Beowulf - Poor Grendel

Entertainment | 27 November, 2007

I haven't felt as sad for any movie creature as for Grendel from the Beowulf 2007 animated movie adaption. I frequently side with the "bad" guys because they often have valid reasons - from their point of view at least - to do what they do.

Grendel is one of three antagonists (the others are his mother and later step-brother turned dragon) in the Old English heroic epic poem Beowulf written somewhere between the 8th and the 11th century.

[Spoilers ahead]

In this movie's story, he's the son of King Hrothgar who had an earlier involvement with his mother (a daemon/witch/whatever living in a cave nearby). Grendel is a monster in appearance with terrible wounds, an external eardrum, disfigured and generally a bad living environment (a wet cave with plenty of gold treasures).


Grendel's face being the least monster-looking part of his body.

As it it's not enough to live in such conditions, the nearby celebration of the construction of a new mead hall by King Hrothgar drives him crazy; that external eardrum doesn't come in handy with the beats of a loud party.

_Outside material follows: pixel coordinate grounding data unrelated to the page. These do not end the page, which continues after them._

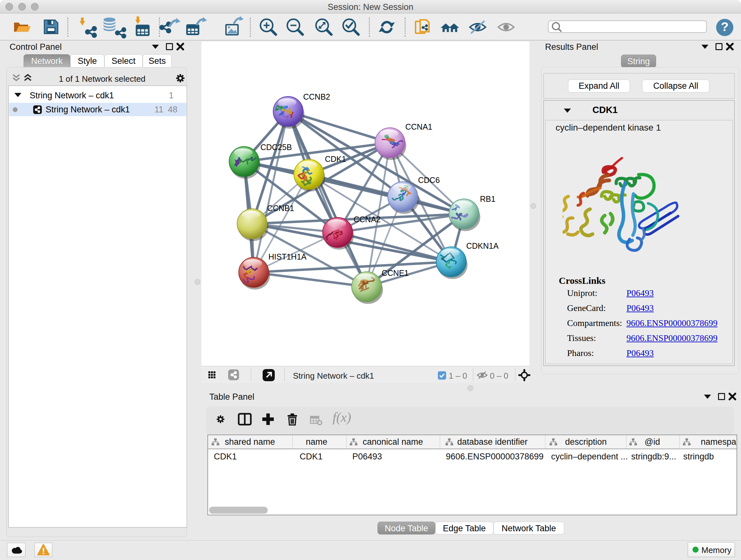 Image resolution: width=741 pixels, height=560 pixels. I want to click on svg-text: CCNE1, so click(395, 273).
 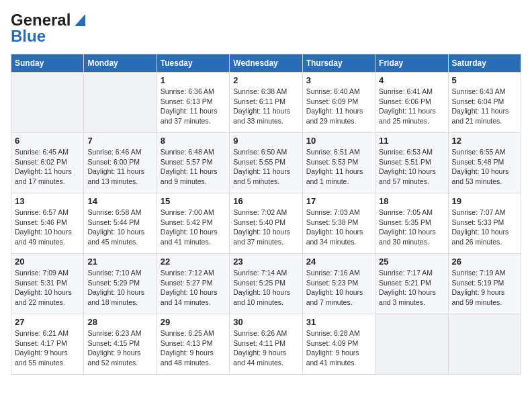 What do you see at coordinates (411, 106) in the screenshot?
I see `day-info: Sunrise: 6:41 AM Sunset: 6:06 PM Dayligh…` at bounding box center [411, 106].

Long story short: he visits the neighbors and kills (throwing, stomping, crushing, biting...) everyone but the King, Queen Wealtheow (by pure luck) and Unferth, the King's most trusted advisor who hides in a water trough.

Of course, being unwanted and actually never mentioned to anyone by his father, being a monster in pain and living in a cave, it's no easy life. His mother warned him not to interfere with humans but the pain of the loud beats was too much: he had to stop it. And thus he sealed his fate.

His father would offer half of his kingdom in gold to any man who can defeat Grendel and so plenty of people would take on the challenge, just adding to his misery. Eventually, Beowulf shows up and lures him to the mead hall once more. Fighting with Beowulf, Grendel looses his arm and just makes it home to die in his mother's arms.


Grendel pleading with Beowulf to let him go. His arm being trapped by a chain, it's eventually torn off when Beowulf shuts the door.

Grendel's later step-brother (Beowulf being the father) awaits no better fate either. Becoming a dragon, he dies by Beowulf's hand - thus his father, who only sees his son in human shape once: when both lie next to each other on the beach, dying.